Real estate agents reportedly give pink slips to hundreds of employees
Realt estate agencies are on a layoff spree as home sales have frozen amid recent price dips.
Beijing Weiye Real Estate laid off five sales agents on Monday at one of its branches in Beijing's Chaoyang district, an employee, who refused to be named, told China Daily. The recent pink slips are part of a bigger layoff plan contemplated after sales slumped over the past two months to just onethird of the levels seen in 2012.
The employee said Weiye won't open any new branches until the market recovers.
In Shanghai, two leading real estate egencies, Centaline Property Agency Ltd and Shanghai Deovolente Realty, also are sacking staff, the National Business News reported onMonday.
The two companies are letting go up to 10 percent of their nonsales workforce while holding up plans to open new branches, said the newspaper, citing employees with the two companies.
Centaline denied the report on Monday, saying it has 400 to 500 sales openings to fill at themoment.
Yu Yingying, a Shanghaibased press officer with Centaline, said April sales were "good" and more than 20 new branches had been launched since the end of last year.
"I don't know where the report got its information," Yu said.
"We have always had high turnover in our sales force, which means we always sack and hire at the same time," she told China Daily. "We are good as we always have been."
China's housing market has cooled rapidly since late 2013. A monthly report by China Index Academy that monitors home price changes in China's 100 biggest cities show sthat 45 cities saw price declines in April.
Market sentiment deteriorated rapidly as the media reported stories aboutunsold homes, steep price cuts and troubled developers.
Earlier this month, buyers of a project in Shenzhen staged protests after a developer lowered prices by 2,000 yuan per square meter.
In Ningbo, a project rolled out a 25 percent cut of 5,200 yuan per square meter in late April.
The China Index Academy report showed that home prices grew just 0.1 percent in April from a month earlier, 0.28 percentage point lower than the increase in March.
"Tightening monetary financing conditions, combined with overbuilding and increased developer leverage in 2013, have worsened the housingmarket's supplydemand picture," said Barclays Plc in a report published on Friday.
The British bank said that Beijing won't allow China's property bubble to suddenly burst, as a 5 percent decline in property investment growth would shave 50 basis points off of China's GDP growth, which has already slowed to an 18month low of 7.4 percent.
Instead, the bubble will gradually deflate this year and next, it added. The bank lowered its 2015 GDP growth forecast for China by 20 basis points to 7.2 percent, as the property market correction has come "earlier and sharper than expected".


Find and copy each line in the material below where the string "inline" occurs.

*** RECORDS TO PROCESS ***

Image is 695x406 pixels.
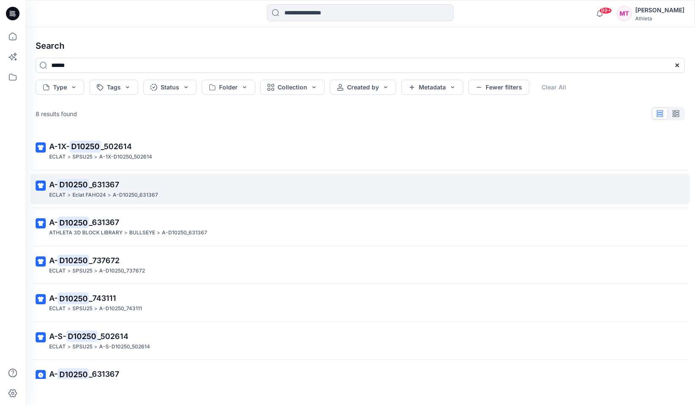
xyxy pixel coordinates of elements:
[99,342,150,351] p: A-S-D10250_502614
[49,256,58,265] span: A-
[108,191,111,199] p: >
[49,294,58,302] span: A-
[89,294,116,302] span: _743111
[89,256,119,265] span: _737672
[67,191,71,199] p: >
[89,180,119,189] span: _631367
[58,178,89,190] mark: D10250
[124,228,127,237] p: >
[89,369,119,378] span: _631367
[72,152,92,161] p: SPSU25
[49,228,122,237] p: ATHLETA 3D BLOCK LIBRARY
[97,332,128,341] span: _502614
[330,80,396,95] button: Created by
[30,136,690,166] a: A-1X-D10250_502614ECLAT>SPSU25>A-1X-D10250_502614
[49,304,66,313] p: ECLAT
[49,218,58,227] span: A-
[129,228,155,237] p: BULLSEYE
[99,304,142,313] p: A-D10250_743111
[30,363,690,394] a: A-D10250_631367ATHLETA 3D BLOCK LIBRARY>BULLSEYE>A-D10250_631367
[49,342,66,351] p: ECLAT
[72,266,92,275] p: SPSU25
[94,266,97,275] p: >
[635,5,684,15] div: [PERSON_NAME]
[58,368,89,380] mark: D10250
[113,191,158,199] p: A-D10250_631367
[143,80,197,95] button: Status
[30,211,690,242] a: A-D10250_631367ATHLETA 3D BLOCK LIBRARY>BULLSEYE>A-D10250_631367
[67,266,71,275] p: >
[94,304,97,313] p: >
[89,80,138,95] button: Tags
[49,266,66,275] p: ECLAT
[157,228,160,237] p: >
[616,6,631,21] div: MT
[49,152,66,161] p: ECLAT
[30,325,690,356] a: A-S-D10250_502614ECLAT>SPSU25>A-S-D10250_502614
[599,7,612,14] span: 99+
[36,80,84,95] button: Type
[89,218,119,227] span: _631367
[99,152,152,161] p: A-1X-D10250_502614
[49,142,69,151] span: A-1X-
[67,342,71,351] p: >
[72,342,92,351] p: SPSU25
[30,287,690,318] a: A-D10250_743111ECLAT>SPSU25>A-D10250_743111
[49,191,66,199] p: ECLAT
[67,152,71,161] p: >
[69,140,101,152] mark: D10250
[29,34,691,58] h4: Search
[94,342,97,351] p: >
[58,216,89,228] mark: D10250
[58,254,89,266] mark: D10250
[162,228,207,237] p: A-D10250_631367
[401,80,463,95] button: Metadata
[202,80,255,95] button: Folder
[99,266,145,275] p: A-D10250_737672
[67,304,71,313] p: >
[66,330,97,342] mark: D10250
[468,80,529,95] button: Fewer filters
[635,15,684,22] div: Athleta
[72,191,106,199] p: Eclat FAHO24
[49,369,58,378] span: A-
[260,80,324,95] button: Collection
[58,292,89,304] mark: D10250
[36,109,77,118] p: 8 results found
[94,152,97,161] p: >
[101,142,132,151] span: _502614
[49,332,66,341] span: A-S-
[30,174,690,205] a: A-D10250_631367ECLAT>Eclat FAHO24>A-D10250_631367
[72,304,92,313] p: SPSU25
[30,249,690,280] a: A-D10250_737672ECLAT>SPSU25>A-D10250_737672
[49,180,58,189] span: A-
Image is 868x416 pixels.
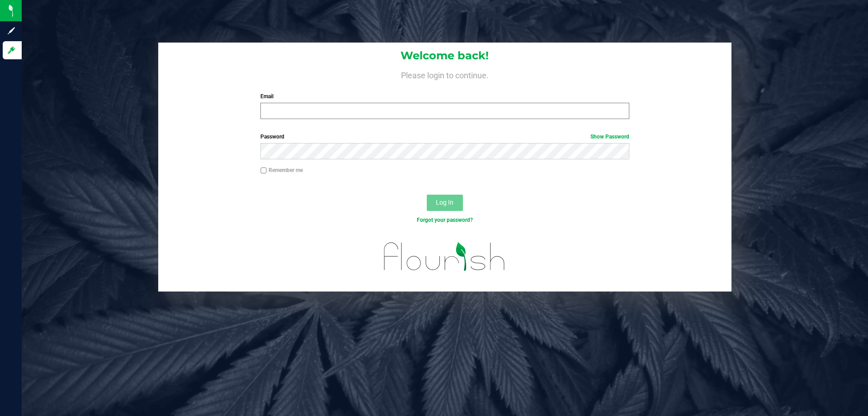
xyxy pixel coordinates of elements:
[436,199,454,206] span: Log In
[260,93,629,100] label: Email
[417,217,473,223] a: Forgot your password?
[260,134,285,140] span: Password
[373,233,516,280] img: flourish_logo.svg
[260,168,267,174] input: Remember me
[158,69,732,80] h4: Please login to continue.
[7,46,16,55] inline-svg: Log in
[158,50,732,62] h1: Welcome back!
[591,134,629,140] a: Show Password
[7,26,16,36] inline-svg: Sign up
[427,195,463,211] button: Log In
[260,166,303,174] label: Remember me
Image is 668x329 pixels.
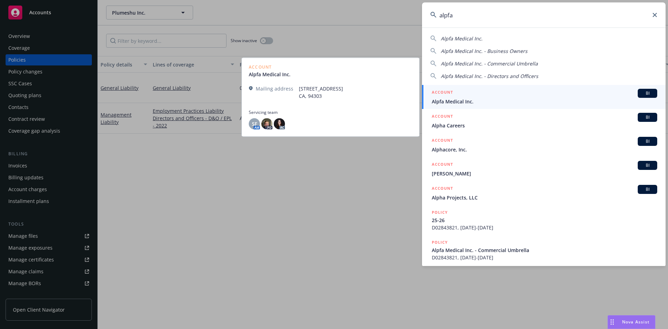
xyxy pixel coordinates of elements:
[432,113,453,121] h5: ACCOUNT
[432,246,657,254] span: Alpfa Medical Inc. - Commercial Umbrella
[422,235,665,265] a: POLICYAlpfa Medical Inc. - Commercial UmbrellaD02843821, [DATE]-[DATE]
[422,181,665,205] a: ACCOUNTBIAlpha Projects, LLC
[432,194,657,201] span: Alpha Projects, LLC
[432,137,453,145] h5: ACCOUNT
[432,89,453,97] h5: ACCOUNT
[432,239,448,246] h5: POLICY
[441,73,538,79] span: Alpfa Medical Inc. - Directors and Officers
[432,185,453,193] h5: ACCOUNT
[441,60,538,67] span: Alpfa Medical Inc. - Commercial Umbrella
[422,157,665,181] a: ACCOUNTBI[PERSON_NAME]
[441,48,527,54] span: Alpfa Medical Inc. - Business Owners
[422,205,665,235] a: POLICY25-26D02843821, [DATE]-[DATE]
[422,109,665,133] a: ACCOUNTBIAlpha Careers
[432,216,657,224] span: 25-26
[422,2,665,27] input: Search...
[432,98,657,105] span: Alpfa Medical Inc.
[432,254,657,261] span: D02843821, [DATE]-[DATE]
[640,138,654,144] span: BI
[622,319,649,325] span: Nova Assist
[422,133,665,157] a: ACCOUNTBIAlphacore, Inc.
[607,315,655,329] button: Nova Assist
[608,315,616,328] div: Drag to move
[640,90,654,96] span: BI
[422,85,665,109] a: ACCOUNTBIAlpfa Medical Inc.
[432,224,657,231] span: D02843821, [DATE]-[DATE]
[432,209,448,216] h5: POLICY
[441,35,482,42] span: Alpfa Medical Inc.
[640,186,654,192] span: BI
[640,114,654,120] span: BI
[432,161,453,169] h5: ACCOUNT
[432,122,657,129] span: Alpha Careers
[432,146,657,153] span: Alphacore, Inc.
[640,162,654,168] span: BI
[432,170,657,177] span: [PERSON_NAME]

*** End of RECORDS TO PROCESS ***
*** RECORDS TO PROCESS ***

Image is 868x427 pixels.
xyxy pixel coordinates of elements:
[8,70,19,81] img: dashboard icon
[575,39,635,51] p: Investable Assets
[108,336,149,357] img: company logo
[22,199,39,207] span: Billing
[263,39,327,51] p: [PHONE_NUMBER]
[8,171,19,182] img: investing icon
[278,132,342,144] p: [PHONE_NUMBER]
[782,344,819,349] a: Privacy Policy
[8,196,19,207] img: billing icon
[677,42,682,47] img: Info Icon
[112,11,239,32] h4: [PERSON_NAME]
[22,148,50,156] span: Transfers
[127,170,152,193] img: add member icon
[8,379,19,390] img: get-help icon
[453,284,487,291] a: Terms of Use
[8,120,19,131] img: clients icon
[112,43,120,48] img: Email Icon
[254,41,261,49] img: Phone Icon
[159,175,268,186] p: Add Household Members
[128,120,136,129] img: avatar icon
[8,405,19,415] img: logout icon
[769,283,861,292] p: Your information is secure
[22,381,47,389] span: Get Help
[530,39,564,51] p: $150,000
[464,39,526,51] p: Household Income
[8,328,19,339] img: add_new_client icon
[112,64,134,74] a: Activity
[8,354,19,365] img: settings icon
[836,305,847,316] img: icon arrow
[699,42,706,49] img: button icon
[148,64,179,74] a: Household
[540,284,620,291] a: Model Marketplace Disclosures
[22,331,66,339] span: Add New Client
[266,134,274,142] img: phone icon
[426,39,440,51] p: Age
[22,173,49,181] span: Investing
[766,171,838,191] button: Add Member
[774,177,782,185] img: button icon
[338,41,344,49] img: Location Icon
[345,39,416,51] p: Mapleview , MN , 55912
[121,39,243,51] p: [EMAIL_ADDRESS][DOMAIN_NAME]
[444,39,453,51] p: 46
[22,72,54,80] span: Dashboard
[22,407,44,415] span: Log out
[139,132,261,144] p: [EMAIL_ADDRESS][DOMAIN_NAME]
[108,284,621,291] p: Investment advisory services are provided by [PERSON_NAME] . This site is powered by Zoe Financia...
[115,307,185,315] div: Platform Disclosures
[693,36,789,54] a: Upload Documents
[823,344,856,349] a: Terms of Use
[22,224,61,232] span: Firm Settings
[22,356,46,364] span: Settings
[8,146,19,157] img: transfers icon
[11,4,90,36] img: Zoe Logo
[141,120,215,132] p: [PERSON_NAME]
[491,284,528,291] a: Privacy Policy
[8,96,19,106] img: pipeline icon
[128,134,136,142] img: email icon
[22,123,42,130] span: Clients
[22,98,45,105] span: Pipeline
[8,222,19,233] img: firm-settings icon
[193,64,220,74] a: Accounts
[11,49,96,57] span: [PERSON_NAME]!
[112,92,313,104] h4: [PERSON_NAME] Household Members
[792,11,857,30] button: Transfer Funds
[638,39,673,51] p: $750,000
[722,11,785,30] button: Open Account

*** End of RECORDS TO PROCESS ***

[FINISHED TASK]:
[7,46,16,55] inline-svg: Log in
[7,26,16,36] inline-svg: Sign up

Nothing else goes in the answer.